French Prime Minister Sébastien Lecornu and his government resigned on Monday, mere hours after the head of government named members of his cabinet, French President Emmanuel Macron’s office said in a statement. According to Politico Brussels, the government lasted less than 12 hours, making it the fastest resignation of a cabinet in the history of the Fifth Republic.
The collapse of the Lecornu government marks the third resignation since the snap election held in July 2024. Macron called the election immediately after the European elections in June 2024; however, the results produced no governing majority. Since then, France’s political crisis has deepened, with parliament repeatedly toppling successive administrations over the budget. Lecornu was the fifth prime minister appointed by Macron in about two years. Almost exactly one month ago, MPs passed a vote of no confidence against former Prime Minister François Bayrou’s government.

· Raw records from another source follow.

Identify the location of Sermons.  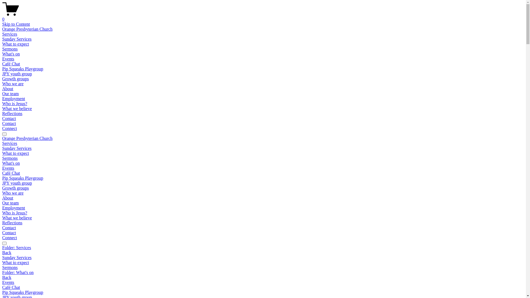
(263, 268).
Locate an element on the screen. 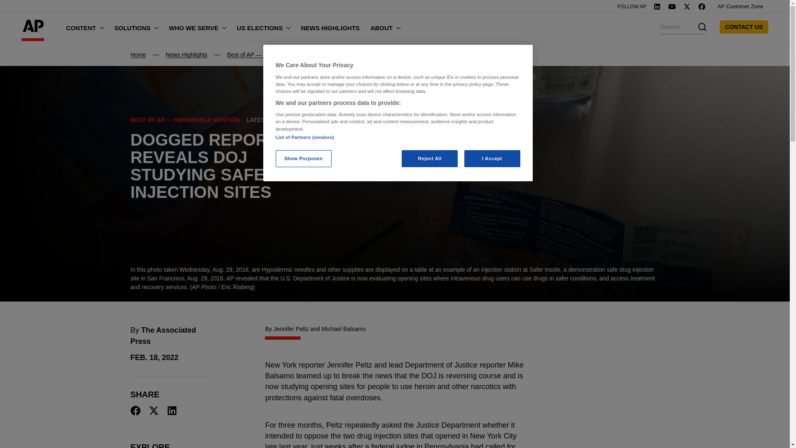 The image size is (796, 448). AP Customer Zone is located at coordinates (740, 7).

Interestingly, Lecornu’s short-lived cabinet has now overtaken Michel Barnier’s—appointed by Macron in September 2024 and forced to resign in December—as the fastest to collapse in modern French history.

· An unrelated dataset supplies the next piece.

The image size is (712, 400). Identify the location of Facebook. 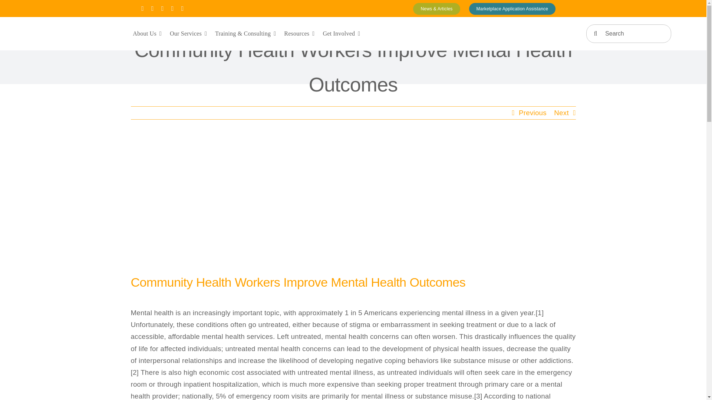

Right-wing opposition party National Rally (RN) immediately called on Macron to hold another snap election following Lecornu’s resignation on Monday. RN, led by Jordan Bardella and Marine Le Pen—who was barred from running for the presidency in 2027 after a controversial trial—is currently the largest party in the country, polling at 34 per cent, according to a September Ifop poll. RN is followed by the leftist coalition NFP at 24 per cent, while Macron’s Ensemble is third at 14 per cent—a decline of six points since the 2024 elections.
French citizens are similarly dissatisfied with Macron’s performance: according to Ifop, 77 per cent disapprove of his actions. Macron has only just regained the legal right to call another snap election in July, as French law allows such a move once per year.